Dreadnoughts
With the new century, European rivalries (
and hence naval building), convinced the Government that Britain could not afford the 2-power standard.
The South African (
"Boer") War 1899-1902 had revealed a worrying isolation from the other European powers. In 1902, a 20-year treaty was signed with Japan, allowing the recall of many naval units, and their concentration in home waters and the Mediterranean. In 1904, the Entente Cordiale was signed with France, and another in 1907, with Russia.
"
Dreadnoughts" are the generic name given to battleships designed on the principles of their namesake in 1905-6. The revolution in the British Navy refers to rather more than that. HMS Dreadnought was a product of the Naval Arms Race with Imperial Germany. At 17,900 tons, she was designed to render all other battleships obsolete, and to give Britain a lead in building capital ships which she could not lose.
Battleships were the main index of Great Power status. Battleship quality depended on the combination of armour protection, gunpower and speed.
In 1897, at the Spithead Review to celebrate the Diamond Jubilee of Queen Victoria, the Navy had been made to look foolish by a small, fast demonstration craft called Turbinia (
now in Exhibition Park, Newcastle-upon-Tyne.). Dreadnought had turbines.
To address the problem of gunnery-accuracy, she was an all big-gun ship. Ten 12" guns provided the main armament. Shell splashes would not be complicated by smaller calibre guns, although after Dreadnought, subsequent classes of battleship would re-instate smaller guns (6") to deal with torpedo boats. Admiral John Fisher, the First Sea Lord, also promoted greater proficiency in gunnery, and the centralization of gunnery control on battleships, high above the smoke and guns. [Gun directors and range-finders, plotting the trajectory of shells from several guns to a point where the enemy would be when they fell - speed, wind, direction etc - therefore represent an early form of computer!] In these matters, Fisher became embroiled in a conflict with Lord Charles Beresford, Admiral of the Channel Fleet. Beresford was the sort of Admiral of whom Gilbert & Sullivan might have been proud: impeccably well-connected, personal servants and good dinners on board; spit, polish and tradition. Fisher retired in 1910, tired of the hostility, but Beresford was sidelined, and the Navy's preparedness was the beneficiary in 1914, as the fleet concentrated at Scapa Flow.
HMS Dreadnought
(
the dust jacket of the book published by Conway Maritime Press - an excellent source)
As non-participants in a European Naval Arms Race (
in which the French and Russians had dropped out), the Americans took time out to consider the issues of battleship design from first principles.
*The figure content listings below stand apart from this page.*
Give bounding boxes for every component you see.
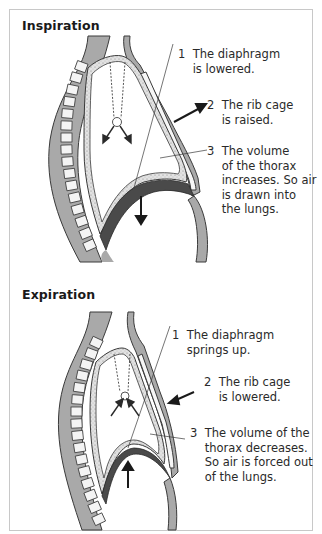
rib-cage-outward-arrow — [174, 104, 206, 122]
abdomen-tissue — [188, 196, 208, 262]
label-text: The diaphragm springs up. — [187, 328, 274, 357]
label-number: 3 — [207, 144, 214, 158]
abdomen-tissue — [164, 478, 177, 530]
label-3-expiration: 3 The volume of the thorax decreases. So… — [190, 426, 313, 484]
label-text: The diaphragm is lowered. — [193, 47, 280, 76]
diaphragm-up-arrow — [123, 462, 133, 488]
label-number: 2 — [204, 375, 211, 389]
label-number: 1 — [172, 328, 179, 342]
label-number: 2 — [207, 98, 214, 112]
label-3-inspiration: 3 The volume of the thorax increases. So… — [207, 144, 316, 217]
label-1-expiration: 1 The diaphragm springs up. — [172, 328, 274, 357]
label-2-inspiration: 2 The rib cage is raised. — [207, 98, 293, 127]
label-text: The rib cage is lowered. — [219, 375, 291, 404]
label-1-inspiration: 1 The diaphragm is lowered. — [178, 47, 280, 76]
label-number: 1 — [178, 47, 185, 61]
label-text: The volume of the thorax decreases. So a… — [205, 426, 313, 484]
label-2-expiration: 2 The rib cage is lowered. — [204, 375, 290, 404]
label-text: The rib cage is raised. — [222, 98, 294, 127]
panel-expiration: Expiration — [10, 272, 314, 532]
rib-cage-inward-arrow — [169, 392, 194, 404]
label-text: The volume of the thorax increases. So a… — [222, 144, 317, 217]
figure-frame: Inspiration — [9, 9, 313, 531]
label-number: 3 — [190, 426, 197, 440]
panel-inspiration: Inspiration — [10, 10, 314, 272]
abdomen-back — [101, 250, 114, 262]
They discovered the "zone of immunity" ranges between which heavy shells cannot penetrate either side or deck armour. Longer ranges meant that shells plunged from above, increasing the hits on deck. Learning from Tsu-shima that where ships were unarmoured, shells tended to pass through without exploding; light armour by contrast, caused shells to explode and cause almost as much damage from splinters. From this, the Americans developed an "all or nothing" approach: armour at maximum thickness, or not at all. The USS Nevada and Oklahoma (
1911) embodied these principles, and were as revolutionary as the Dreadnought.
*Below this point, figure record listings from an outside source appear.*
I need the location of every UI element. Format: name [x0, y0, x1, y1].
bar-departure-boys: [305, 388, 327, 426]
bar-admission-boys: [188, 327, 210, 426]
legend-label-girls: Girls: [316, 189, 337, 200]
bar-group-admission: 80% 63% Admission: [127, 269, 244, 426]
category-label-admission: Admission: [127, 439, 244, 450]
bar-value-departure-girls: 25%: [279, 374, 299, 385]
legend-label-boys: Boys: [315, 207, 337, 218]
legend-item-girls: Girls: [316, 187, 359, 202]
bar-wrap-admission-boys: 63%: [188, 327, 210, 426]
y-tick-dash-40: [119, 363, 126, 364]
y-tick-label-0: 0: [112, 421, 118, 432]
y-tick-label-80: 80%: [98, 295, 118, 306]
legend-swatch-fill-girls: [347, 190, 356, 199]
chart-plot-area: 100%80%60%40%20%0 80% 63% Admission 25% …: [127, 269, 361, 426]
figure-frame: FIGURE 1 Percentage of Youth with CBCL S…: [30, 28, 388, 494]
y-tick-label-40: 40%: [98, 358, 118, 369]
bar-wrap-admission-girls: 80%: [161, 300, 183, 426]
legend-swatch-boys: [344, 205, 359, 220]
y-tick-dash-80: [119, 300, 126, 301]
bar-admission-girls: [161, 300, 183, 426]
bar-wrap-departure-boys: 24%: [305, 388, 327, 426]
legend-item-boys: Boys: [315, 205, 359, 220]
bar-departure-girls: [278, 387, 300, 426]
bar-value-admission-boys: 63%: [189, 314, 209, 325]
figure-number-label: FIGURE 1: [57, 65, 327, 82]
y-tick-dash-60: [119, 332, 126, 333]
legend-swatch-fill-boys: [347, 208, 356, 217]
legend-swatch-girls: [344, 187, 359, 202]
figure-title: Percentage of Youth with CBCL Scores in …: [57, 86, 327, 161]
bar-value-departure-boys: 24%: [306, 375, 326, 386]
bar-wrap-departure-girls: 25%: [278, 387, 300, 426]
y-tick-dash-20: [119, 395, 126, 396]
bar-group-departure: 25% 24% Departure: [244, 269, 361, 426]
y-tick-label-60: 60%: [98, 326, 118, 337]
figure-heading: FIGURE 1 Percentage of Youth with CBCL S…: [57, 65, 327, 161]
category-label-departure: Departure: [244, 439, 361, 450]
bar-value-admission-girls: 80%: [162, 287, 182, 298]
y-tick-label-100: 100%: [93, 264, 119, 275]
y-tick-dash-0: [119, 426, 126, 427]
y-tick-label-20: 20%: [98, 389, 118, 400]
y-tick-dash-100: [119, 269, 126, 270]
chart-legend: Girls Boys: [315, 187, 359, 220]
After the dreadnoughts came
super-dreadnoughts, with 13.5" or 15" guns, displacing up to 27,500 tons. Two of the latter guns can be seen outside the Imperial War Museum, in London. Fisher was also responsible for the development of the battlecruiser: a concept which evolved from the armoured cruiser of the 1890s: battleships of the time were slow, and could not fire their large guns with great frequency or accuracy. In the 1890s, the latest design of armour allowed ships to be protected with less weight, or to have more widespread protection. Developments in quick firing gunnery meant that smaller guns could fire as far as, and faster than those of battleships. The French Admiral Fournier envisaged a kind of "universal" ship that could fulfil several roles, and outfight a slow battleship with rapid fire, then deliver the coup de grace with one or two bigger (
8"-10") guns.
Fisher proposed to improve rates of fire with A H Pollen's early computerised system of gunnery control, but the Admiralty jibbed at the cost of it. (
Fisher seems not to have considered what would happen when other navies invented their own versions?) What was then left of Fisher's idea was a heavily armed, but lightly armoured vessel which could fight alongside battleships, but be fast enough to catch cruisers and destroy them. An idea looking for a role? Other navies eventually adopted vessels which were heavily armoured, but more lightly armed (
Russians, Germans & USA in WW2), which were really "cruiser-killers". Both types of ship were called "battlecruisers".